Carbon footprint calculators for citizens

Recently, I received an annual summary from the company that supplies electricity to my apartment. Apparently, my usage is "average" but I realised that I had no idea what that means or if it is good or bad. People can be average smokers but that still does not mean smoking is good for them

Here the meters are read remotely and payment is paid by my bank to the company automatically so it could not be easier and then electricity is one of those things I really don't understand. And that's even though I was relatively good at physics at school. I've got a literal sort of mind that likes to see cause and effect so, even now, I can't get my head around alternating current that, by simply its name, implies something that ebbs and flows. A pump can be switched to alternate … can suck or blow but if the water I use did the same then it would surely fill and then empty the sink!

I digress. What I really mean is that I can’t see or judge, in anything like real time, how much power I'm using and, in terms of my personal carbon footprint and my impact on global warming, that can't be good. Most people act only when they see the impact of what they do in real time.

So, out of interest, I looked on line and came across an article …. Carbon footprint calculators for citizens, Recommendations and implications in the Nordic Context by Marja Salo and Maija K. Mattinen that they published in 2017.

It does not provide the solution but does look at some of the problems in making this sort of interface easy to use and meaningful but also raises questions about how, in an age drowning in information, and, even in Scandinavian countries where there is probably a higher perception of the problems of global warming, it is still difficult to find out what we should do and what impact that will have.

In the first apartment I rented in Copenhagen, I was the first occupant in the place after it had been created in the attic space of a building well over a hundred years old and the owners pointed out just how much they had had to spend to comply with current standards for insulation but then I experienced the gains first hand when the first winter came. Despite being in the roof and despite large dormer windows and one large room with floor to ceiling windows onto a balcony, I did not turn on the radiators …. and that was despite the fact that it was on the community heating system so it would have been too easy to turn it on with no physical feed back of boilers going on and off that I'm used to.

In the second apartment, it was in a very large housing complex and monitoring electricity and heating use was outsourced through a heating consultant. He came one day to do an annual check with the figures for my power usage and said he wanted to check thermostats on radiators because I seemed to be consuming more than would be expected but that was resolved when I pointed out that it was a large and very open apartment and writing and doing research meant the apartment was occupied during the day and I was sitting at a desk in a large space with floor to ceiling windows in an apartment that was nearly twenty years old so not built to current standards and heating had to be kept relatively high or I'd have to sit at the computer wearing a scarf and gloves.

I'm suspicious of monitors and assessments offered by the utility supplier or the manufacturer of white goods because surely they just need to sell me more and, on the other hand, a generic and vague tick-box survey cannot, surely, take into account things like working from home and yet we really do need more guidance and more tangible proof that relates to us specifically if we are to change habits and make a difference.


## WHAT IS REQUIRED:
All entries below must be output word for word, and the pictures left behind.

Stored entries
[Start of section]

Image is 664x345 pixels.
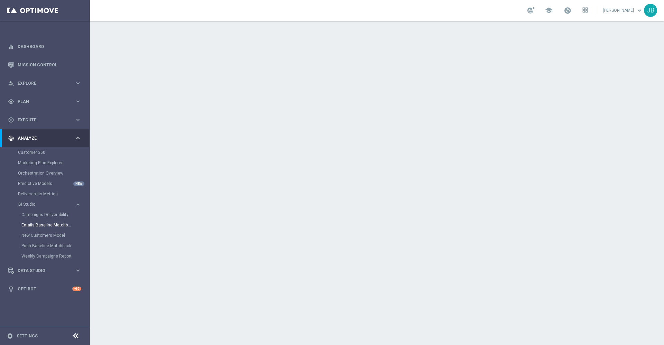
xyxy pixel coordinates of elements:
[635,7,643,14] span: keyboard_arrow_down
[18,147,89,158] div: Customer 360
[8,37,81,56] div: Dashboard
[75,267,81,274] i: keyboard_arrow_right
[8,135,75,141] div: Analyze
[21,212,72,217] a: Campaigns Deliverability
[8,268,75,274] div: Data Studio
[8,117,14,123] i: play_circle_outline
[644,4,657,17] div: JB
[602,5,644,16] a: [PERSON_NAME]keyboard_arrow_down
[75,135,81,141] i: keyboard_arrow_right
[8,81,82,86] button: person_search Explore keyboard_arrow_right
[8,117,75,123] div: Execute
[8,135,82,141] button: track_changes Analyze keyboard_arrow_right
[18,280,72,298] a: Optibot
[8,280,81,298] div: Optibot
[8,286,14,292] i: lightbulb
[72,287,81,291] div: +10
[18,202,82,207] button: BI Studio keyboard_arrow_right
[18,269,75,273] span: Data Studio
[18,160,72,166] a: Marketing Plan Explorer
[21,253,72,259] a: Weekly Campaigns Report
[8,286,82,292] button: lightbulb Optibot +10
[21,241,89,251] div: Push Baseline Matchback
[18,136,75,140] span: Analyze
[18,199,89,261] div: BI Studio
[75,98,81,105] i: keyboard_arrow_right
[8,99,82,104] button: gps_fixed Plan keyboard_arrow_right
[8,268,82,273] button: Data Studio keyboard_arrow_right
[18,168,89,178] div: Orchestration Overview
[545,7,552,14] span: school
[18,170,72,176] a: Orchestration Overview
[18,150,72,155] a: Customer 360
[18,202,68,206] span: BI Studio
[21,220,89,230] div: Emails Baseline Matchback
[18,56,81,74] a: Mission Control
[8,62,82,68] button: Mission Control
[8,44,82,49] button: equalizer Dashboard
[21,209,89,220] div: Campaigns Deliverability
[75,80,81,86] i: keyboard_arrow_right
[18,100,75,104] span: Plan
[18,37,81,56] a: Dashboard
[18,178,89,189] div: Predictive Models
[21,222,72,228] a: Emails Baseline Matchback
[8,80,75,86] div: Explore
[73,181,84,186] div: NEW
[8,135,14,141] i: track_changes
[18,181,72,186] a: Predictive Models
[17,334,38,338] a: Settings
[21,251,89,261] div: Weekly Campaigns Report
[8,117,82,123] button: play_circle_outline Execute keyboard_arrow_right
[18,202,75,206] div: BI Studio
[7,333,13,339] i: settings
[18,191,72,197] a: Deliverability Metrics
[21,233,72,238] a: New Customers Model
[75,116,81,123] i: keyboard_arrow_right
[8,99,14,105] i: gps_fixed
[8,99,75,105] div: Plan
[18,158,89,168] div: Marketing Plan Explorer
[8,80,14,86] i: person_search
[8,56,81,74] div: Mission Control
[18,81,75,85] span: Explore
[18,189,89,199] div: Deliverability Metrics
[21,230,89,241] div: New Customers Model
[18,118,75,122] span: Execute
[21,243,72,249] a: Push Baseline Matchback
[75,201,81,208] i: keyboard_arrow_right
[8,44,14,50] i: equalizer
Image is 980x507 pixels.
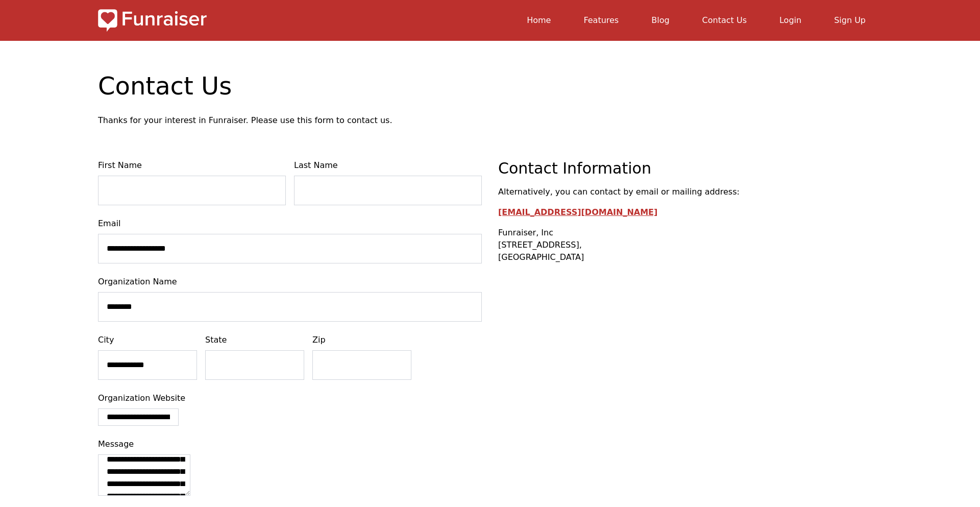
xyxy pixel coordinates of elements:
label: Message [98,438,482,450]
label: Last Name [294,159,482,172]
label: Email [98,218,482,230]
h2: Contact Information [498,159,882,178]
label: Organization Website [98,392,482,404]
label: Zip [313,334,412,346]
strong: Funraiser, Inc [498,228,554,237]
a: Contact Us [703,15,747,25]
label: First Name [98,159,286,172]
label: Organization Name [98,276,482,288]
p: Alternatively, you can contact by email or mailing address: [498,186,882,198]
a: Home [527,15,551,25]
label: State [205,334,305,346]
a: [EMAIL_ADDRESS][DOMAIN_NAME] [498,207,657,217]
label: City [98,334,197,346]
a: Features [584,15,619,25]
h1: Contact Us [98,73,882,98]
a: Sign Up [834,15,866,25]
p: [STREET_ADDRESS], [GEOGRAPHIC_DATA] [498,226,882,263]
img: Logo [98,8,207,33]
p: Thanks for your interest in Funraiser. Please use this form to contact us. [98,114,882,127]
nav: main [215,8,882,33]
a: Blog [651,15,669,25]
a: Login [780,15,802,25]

[End of section]

## RESULT FOR THIS EXERCISE:
Image is 664x345 pixels.
xyxy pixel coordinates of elements:
[635,7,643,14] span: keyboard_arrow_down
[18,147,89,158] div: Customer 360
[8,37,81,56] div: Dashboard
[75,267,81,274] i: keyboard_arrow_right
[8,135,75,141] div: Analyze
[21,212,72,217] a: Campaigns Deliverability
[8,268,75,274] div: Data Studio
[8,117,14,123] i: play_circle_outline
[644,4,657,17] div: JB
[602,5,644,16] a: [PERSON_NAME]keyboard_arrow_down
[75,135,81,141] i: keyboard_arrow_right
[8,81,82,86] button: person_search Explore keyboard_arrow_right
[8,117,75,123] div: Execute
[8,135,82,141] button: track_changes Analyze keyboard_arrow_right
[18,280,72,298] a: Optibot
[8,280,81,298] div: Optibot
[8,286,14,292] i: lightbulb
[72,287,81,291] div: +10
[18,202,82,207] button: BI Studio keyboard_arrow_right
[18,269,75,273] span: Data Studio
[18,160,72,166] a: Marketing Plan Explorer
[21,253,72,259] a: Weekly Campaigns Report
[8,286,82,292] button: lightbulb Optibot +10
[21,241,89,251] div: Push Baseline Matchback
[18,136,75,140] span: Analyze
[18,199,89,261] div: BI Studio
[75,98,81,105] i: keyboard_arrow_right
[8,99,82,104] button: gps_fixed Plan keyboard_arrow_right
[8,268,82,273] button: Data Studio keyboard_arrow_right
[18,168,89,178] div: Orchestration Overview
[545,7,552,14] span: school
[18,170,72,176] a: Orchestration Overview
[18,150,72,155] a: Customer 360
[18,202,68,206] span: BI Studio
[21,220,89,230] div: Emails Baseline Matchback
[18,56,81,74] a: Mission Control
[8,62,82,68] button: Mission Control
[8,44,82,49] button: equalizer Dashboard
[21,209,89,220] div: Campaigns Deliverability
[75,80,81,86] i: keyboard_arrow_right
[18,100,75,104] span: Plan
[18,37,81,56] a: Dashboard
[18,178,89,189] div: Predictive Models
[21,222,72,228] a: Emails Baseline Matchback
[8,80,75,86] div: Explore
[73,181,84,186] div: NEW
[8,135,14,141] i: track_changes
[18,181,72,186] a: Predictive Models
[17,334,38,338] a: Settings
[21,251,89,261] div: Weekly Campaigns Report
[8,117,82,123] button: play_circle_outline Execute keyboard_arrow_right
[18,202,75,206] div: BI Studio
[7,333,13,339] i: settings
[18,191,72,197] a: Deliverability Metrics
[21,233,72,238] a: New Customers Model
[75,116,81,123] i: keyboard_arrow_right
[8,99,14,105] i: gps_fixed
[8,99,75,105] div: Plan
[18,158,89,168] div: Marketing Plan Explorer
[8,80,14,86] i: person_search
[8,56,81,74] div: Mission Control
[18,81,75,85] span: Explore
[18,189,89,199] div: Deliverability Metrics
[21,230,89,241] div: New Customers Model
[18,118,75,122] span: Execute
[21,243,72,249] a: Push Baseline Matchback
[75,201,81,208] i: keyboard_arrow_right
[8,44,14,50] i: equalizer
Image is 980x507 pixels.
xyxy pixel coordinates of elements:
label: Message [98,438,482,450]
label: Last Name [294,159,482,172]
label: Email [98,218,482,230]
h2: Contact Information [498,159,882,178]
label: Organization Website [98,392,482,404]
label: Zip [313,334,412,346]
strong: Funraiser, Inc [498,228,554,237]
a: Contact Us [703,15,747,25]
label: First Name [98,159,286,172]
label: Organization Name [98,276,482,288]
p: Alternatively, you can contact by email or mailing address: [498,186,882,198]
a: Home [527,15,551,25]
label: State [205,334,305,346]
a: [EMAIL_ADDRESS][DOMAIN_NAME] [498,207,657,217]
label: City [98,334,197,346]
a: Features [584,15,619,25]
h1: Contact Us [98,73,882,98]
a: Sign Up [834,15,866,25]
p: [STREET_ADDRESS], [GEOGRAPHIC_DATA] [498,226,882,263]
img: Logo [98,8,207,33]
p: Thanks for your interest in Funraiser. Please use this form to contact us. [98,114,882,127]
nav: main [215,8,882,33]
a: Blog [651,15,669,25]
a: Login [780,15,802,25]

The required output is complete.